The down sides of this are that all product types are treated the same and pull from the same inventory pool likely, (to do arrival time inventory pools for by product groups would be possible, but very difficult to manage, requiring a lot of re-balancing). The largest downside perhaps is the amount of product setup in RTP required for this. Every time slot for every product header would need to be a separate product header in RTP, so depending on the number of time slots you intend to open, you could be multiplying, if not tripling or quadrupling,  your product administration. This may make sense if being considered alongside an approach of simplifying your lift offering, such as only offering single day tickets and fewer age breaks. 

Next steps

  • Determine your online inventory number, and consider contingency (for example, you might determine that if your on-hill capacity is 6000 skiers, you’ll only allocate 4500 for online inventory, reserving 1500 for other sales channels like call center and group sales, or last minute purchases).   Perhaps it will fluctuate throughout the season, and you may add a buffer if you expect or experience a high rate of no-shows.
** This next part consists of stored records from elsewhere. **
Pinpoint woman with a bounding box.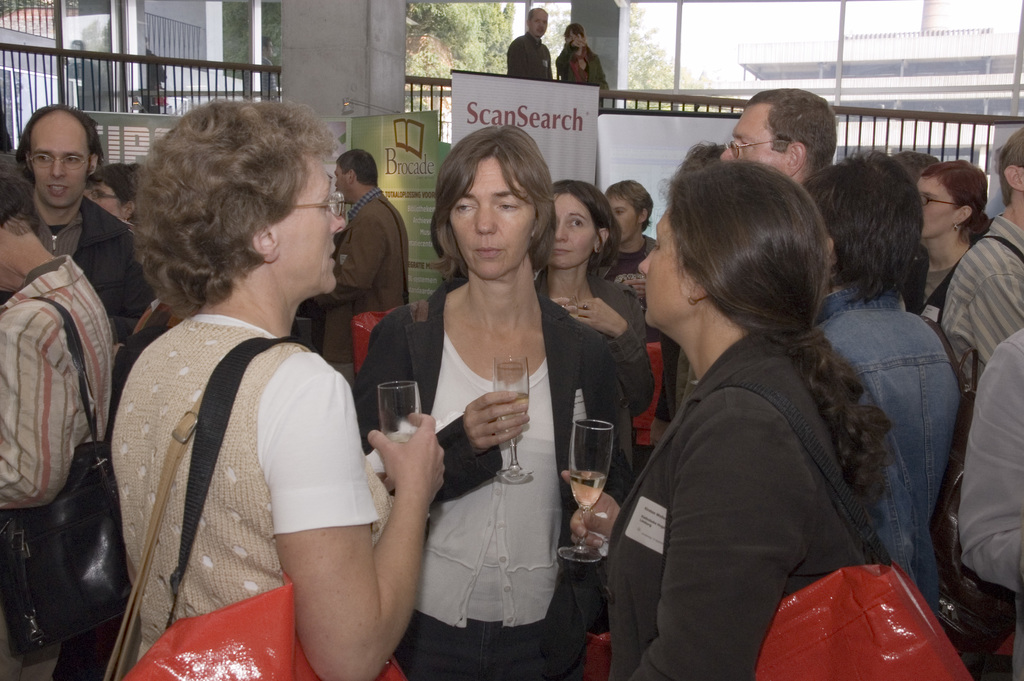
[x1=373, y1=131, x2=571, y2=677].
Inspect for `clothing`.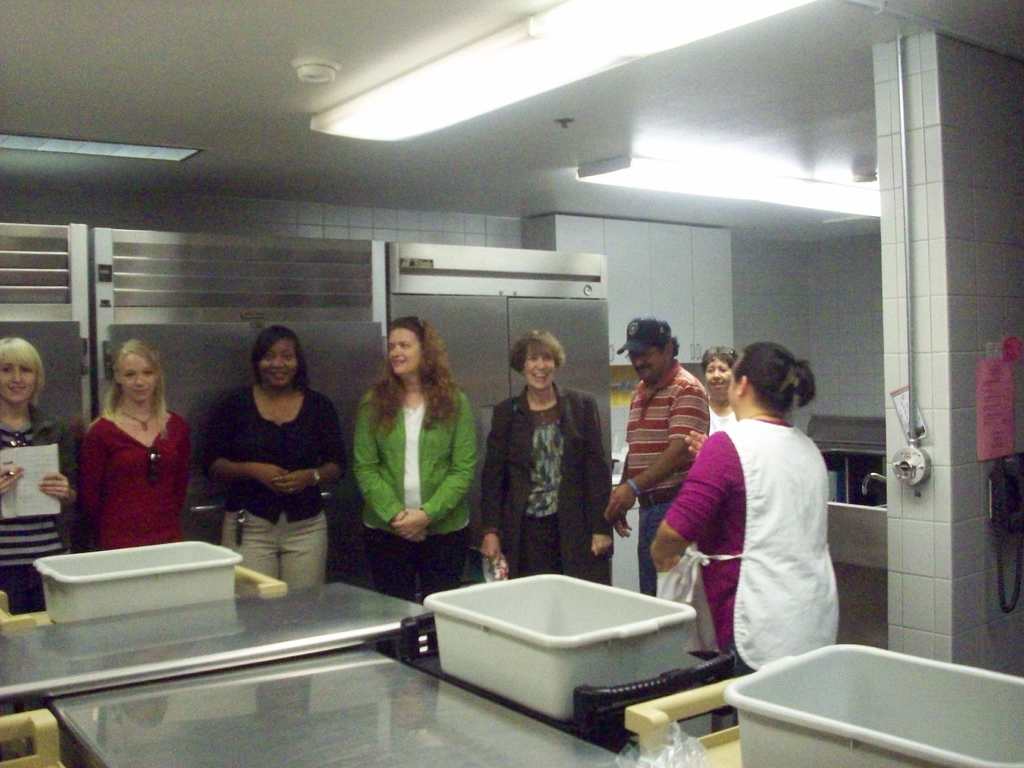
Inspection: rect(351, 349, 475, 604).
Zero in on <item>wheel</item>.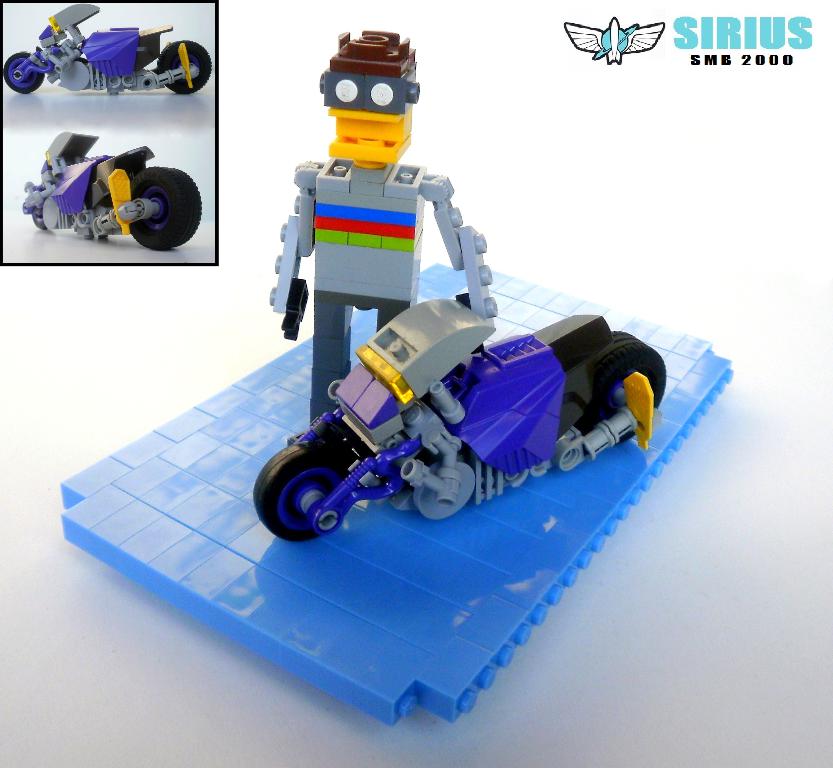
Zeroed in: box(580, 326, 667, 445).
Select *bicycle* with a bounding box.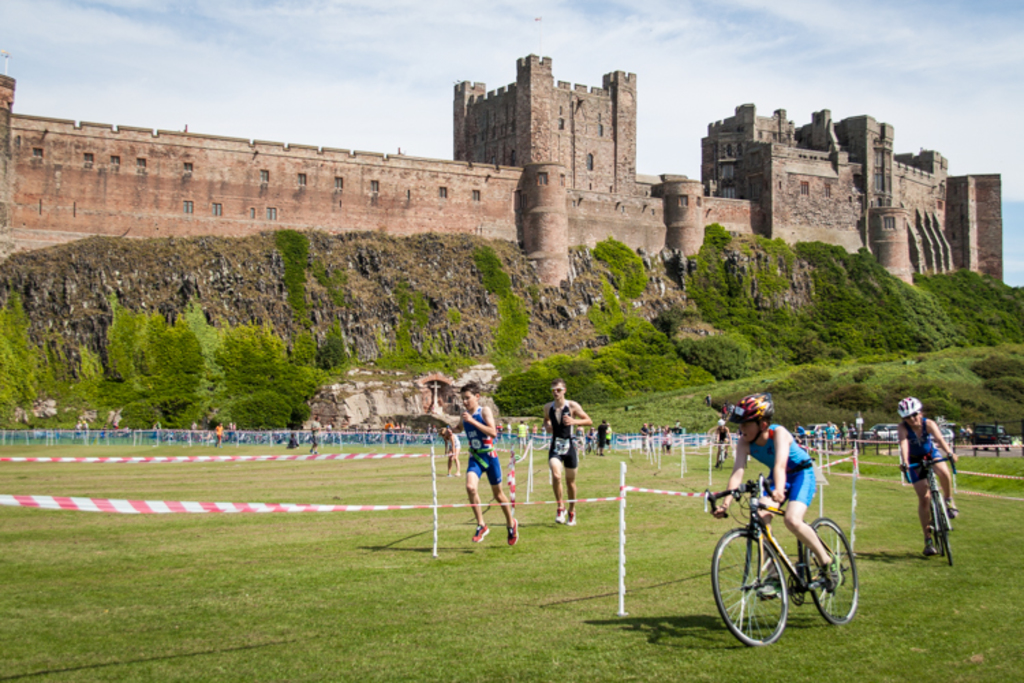
<region>908, 455, 960, 557</region>.
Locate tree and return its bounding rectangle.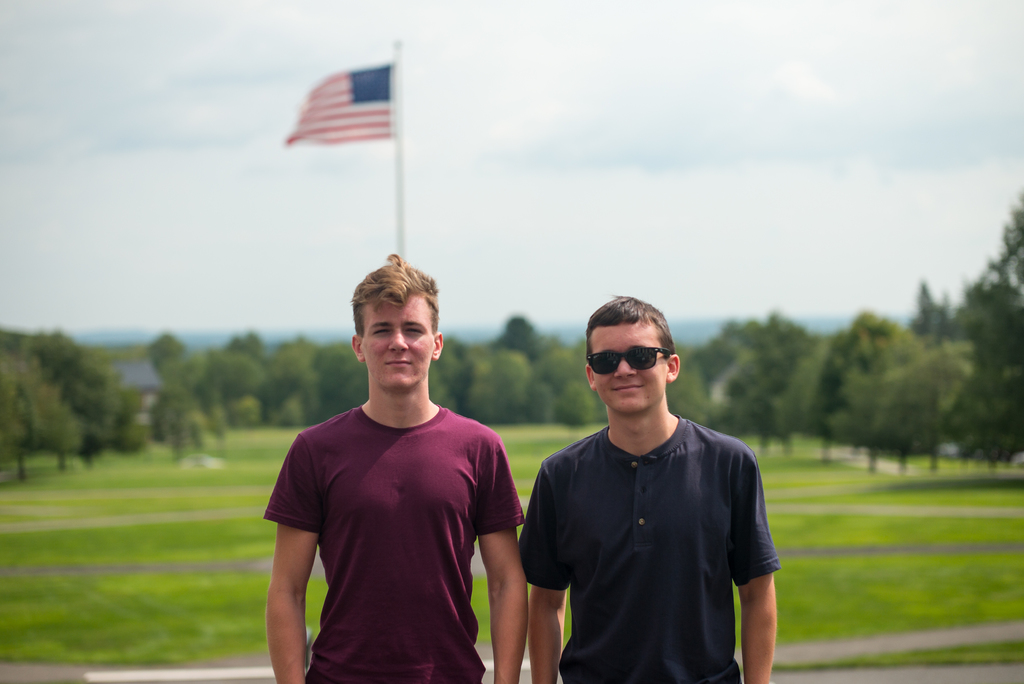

  • Determine how you want to distribute this online inventory among sub groups, if at all. A few examples outlined in this article include a single bucket for all access inventory, by product type, by consumer persona groups, and by time slot, but there are other options not explored here as well. 

    • If you are going with the persona groups approach, determine what your persona groups are and how these map to products/product attribute combinations as in the example above. Then setup the inventory pools and map them to the relevant RTP and ecommerce access products. 

    • If you are choosing an inventory strategy that isn’t “set it and forget it,” consider assigning someone the very important job of re-allocating inventory as more is known about pre-sales and upcoming restrictions, dates, etc, assuming that during the winter this will likely be a daily task.  

  • If you don’t intend to limit sales of access products at all, still set up inventory pool(s) with an unreachable limit and map inventory pool(s) to your ecommerce access products, so that you have reporting and the ability to quickly ‘turn on’ inventory management in case you need to do so at any point during the 20/21 season. 

  • Work with leadership to determine if your resort is doing passholder reservations and what rules you expect to enforce around passholder reservations. Contact your Aspenware representative as soon as you are aware of your desired strategy so they can confirm whether the passholder reservation development will support your desired business logic and start the set up process.

  • If you need support or help with setting up your Aspenware ecommerce products to integrate with RTP inventory pools, contact your Aspenware representative.